RECORDS PROVIDED:
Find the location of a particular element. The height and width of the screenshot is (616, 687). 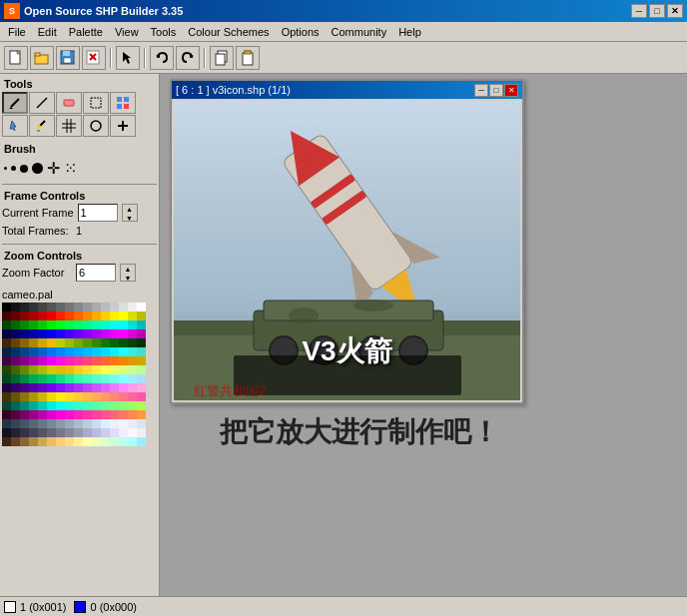

img-close-button: ✕ is located at coordinates (511, 90).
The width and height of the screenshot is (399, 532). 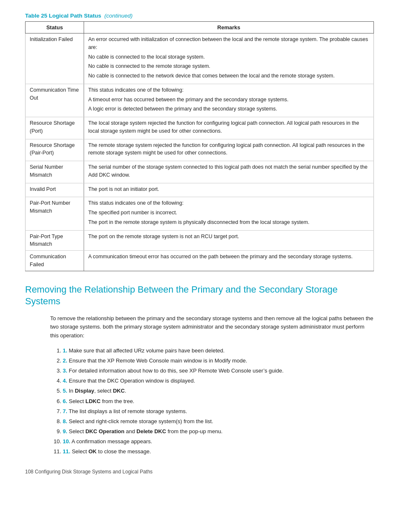 I want to click on remark-item: A communication timeout error has occurr…, so click(x=229, y=257).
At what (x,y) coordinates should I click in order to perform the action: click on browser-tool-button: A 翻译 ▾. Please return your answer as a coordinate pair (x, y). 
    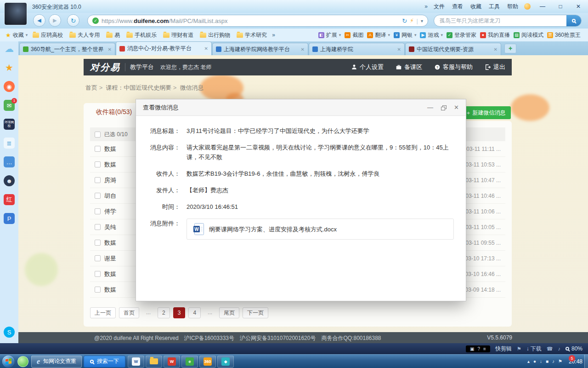
    Looking at the image, I should click on (379, 35).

TASK OBJECTIVE: If a line falls between the one containing "At what (x,y)" and the last line of the records above, inclusive, restate it exactly; leave out the pictures and everything else.

OUTPUT FOR THIS TASK:
At what (x,y) coordinates should I click in order to perform the action: click on browser-tool-button: A 翻译 ▾. Please return your answer as a coordinate pair (x, y). 
    Looking at the image, I should click on (379, 35).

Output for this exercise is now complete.